One thing can be done is that I directly modify the source code
src/library/stats/src/model.c where modelmatrix() is defined. But I
will need to compile the whole R source and load this newly modified
R, each time when I modify C_modelmatrix. This process is not
efficient.
Another way is to only extract the related C code and compile it as an
.so file. Then load the .so file with an existing R. But this approach
seems to be difficult.
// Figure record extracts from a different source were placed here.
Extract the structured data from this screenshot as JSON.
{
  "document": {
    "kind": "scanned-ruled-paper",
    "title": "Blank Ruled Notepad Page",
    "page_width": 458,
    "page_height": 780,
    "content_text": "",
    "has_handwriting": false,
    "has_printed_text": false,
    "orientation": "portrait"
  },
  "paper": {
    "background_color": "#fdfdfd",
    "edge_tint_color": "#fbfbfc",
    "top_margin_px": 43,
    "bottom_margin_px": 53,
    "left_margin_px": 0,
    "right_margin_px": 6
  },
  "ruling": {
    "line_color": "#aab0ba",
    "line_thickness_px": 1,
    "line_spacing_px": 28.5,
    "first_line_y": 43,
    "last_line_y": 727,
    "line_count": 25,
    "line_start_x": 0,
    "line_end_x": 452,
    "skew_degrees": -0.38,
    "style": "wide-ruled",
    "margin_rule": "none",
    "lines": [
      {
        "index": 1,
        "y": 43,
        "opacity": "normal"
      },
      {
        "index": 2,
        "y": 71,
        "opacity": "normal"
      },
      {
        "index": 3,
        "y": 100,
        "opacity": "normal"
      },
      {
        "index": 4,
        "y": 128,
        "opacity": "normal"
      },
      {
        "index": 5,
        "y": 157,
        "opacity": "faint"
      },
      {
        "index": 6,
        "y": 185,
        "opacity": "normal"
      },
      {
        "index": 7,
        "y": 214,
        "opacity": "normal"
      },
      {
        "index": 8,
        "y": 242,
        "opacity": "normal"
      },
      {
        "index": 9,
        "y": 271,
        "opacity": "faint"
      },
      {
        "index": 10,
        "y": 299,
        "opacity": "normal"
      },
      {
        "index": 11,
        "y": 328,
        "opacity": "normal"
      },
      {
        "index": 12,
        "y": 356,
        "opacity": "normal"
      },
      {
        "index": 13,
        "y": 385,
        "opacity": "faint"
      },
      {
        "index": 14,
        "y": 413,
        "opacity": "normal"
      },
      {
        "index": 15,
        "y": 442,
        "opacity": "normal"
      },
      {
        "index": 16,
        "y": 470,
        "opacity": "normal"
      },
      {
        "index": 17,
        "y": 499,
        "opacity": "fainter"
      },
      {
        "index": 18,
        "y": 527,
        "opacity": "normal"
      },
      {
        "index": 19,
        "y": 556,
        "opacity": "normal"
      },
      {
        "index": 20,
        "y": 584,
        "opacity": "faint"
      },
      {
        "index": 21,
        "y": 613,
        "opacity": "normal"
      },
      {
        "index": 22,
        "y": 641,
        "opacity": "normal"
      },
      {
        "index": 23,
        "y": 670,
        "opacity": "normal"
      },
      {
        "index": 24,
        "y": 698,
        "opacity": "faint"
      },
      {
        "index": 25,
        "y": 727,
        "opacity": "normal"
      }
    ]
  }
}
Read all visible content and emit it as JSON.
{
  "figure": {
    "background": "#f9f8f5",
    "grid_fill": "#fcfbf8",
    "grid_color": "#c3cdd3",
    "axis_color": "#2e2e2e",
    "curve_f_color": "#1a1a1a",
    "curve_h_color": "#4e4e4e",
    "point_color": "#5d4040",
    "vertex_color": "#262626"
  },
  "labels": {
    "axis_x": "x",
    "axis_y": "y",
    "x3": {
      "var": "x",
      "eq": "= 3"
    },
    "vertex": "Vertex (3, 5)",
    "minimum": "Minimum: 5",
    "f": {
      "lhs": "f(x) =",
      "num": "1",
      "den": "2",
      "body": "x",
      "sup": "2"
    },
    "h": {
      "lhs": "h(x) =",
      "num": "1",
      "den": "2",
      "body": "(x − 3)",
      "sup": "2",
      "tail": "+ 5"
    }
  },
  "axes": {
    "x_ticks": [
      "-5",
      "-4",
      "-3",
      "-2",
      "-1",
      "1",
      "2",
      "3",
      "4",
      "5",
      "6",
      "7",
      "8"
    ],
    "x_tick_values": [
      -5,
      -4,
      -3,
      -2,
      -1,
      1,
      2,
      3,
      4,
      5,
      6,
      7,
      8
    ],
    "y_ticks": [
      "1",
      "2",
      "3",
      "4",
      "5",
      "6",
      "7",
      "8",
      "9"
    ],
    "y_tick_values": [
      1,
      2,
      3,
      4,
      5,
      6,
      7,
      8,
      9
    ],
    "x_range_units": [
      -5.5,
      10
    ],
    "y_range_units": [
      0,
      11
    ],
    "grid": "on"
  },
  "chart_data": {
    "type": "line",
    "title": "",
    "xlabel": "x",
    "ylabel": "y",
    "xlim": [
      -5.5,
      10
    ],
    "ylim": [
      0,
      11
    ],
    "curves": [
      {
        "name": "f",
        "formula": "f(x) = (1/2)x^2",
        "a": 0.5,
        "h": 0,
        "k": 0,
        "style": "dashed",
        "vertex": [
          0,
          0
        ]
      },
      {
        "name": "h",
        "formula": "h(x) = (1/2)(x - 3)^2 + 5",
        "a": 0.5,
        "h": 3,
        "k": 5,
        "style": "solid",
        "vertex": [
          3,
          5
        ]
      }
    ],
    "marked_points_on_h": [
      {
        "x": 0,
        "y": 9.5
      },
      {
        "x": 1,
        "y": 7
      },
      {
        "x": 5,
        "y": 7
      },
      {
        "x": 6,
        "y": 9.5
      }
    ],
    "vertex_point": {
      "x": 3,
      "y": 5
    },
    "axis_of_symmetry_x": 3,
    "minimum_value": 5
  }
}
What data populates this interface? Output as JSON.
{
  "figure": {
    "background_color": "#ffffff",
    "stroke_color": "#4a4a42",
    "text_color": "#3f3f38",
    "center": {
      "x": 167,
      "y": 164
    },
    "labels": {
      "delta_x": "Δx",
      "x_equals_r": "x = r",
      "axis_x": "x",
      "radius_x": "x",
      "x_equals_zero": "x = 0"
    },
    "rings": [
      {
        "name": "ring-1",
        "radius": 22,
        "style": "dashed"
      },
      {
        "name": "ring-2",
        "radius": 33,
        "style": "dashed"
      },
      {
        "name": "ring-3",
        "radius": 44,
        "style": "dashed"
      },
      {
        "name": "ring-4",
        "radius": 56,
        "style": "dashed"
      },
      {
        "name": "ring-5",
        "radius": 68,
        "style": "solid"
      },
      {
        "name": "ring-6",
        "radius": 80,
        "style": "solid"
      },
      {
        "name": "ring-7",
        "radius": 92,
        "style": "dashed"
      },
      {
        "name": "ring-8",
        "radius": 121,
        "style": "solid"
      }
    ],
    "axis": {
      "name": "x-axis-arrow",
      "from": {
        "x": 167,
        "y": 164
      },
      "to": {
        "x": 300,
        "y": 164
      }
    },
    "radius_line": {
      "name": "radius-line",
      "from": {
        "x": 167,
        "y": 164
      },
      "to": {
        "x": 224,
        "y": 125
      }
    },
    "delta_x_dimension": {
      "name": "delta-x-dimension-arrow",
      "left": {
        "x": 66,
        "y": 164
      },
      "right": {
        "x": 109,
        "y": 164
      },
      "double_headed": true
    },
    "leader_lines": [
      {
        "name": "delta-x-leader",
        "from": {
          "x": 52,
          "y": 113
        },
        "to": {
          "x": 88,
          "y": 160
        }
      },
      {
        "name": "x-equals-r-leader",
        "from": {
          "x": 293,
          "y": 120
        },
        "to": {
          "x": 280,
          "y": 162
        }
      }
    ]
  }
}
I'm yet to figure out an exact procedure on how
to do this.
Does anybody have any suggestions on what might be the best way to play with
the C code in base R?
I have my source directory (from svn) in ~/src/R-devel
~/src$ svn co https://svn.r-project.org/R/trunk R-devel
... (additional commands, e.g., R-devel/tools/rsync-recommended
I build in ~/bin/R-devel/
~/bin/R-devel$ CFLAGS="-g -O0" CXXFLAGS="-g -O0" ~/src/R-devel/configure
~/bin/R-devel$ make -j
I would make a change in ~/src/R-devel/src/library/stats/src/, then inside the directory ~/bin/R-devel/src/library/stats I can run
~/bin/R-devel/src/library/stats$ make
and only the stats package will be compiled / installed.
For exploring C code I actually prefer to use gdb to step through and interact with the code, with some hints available.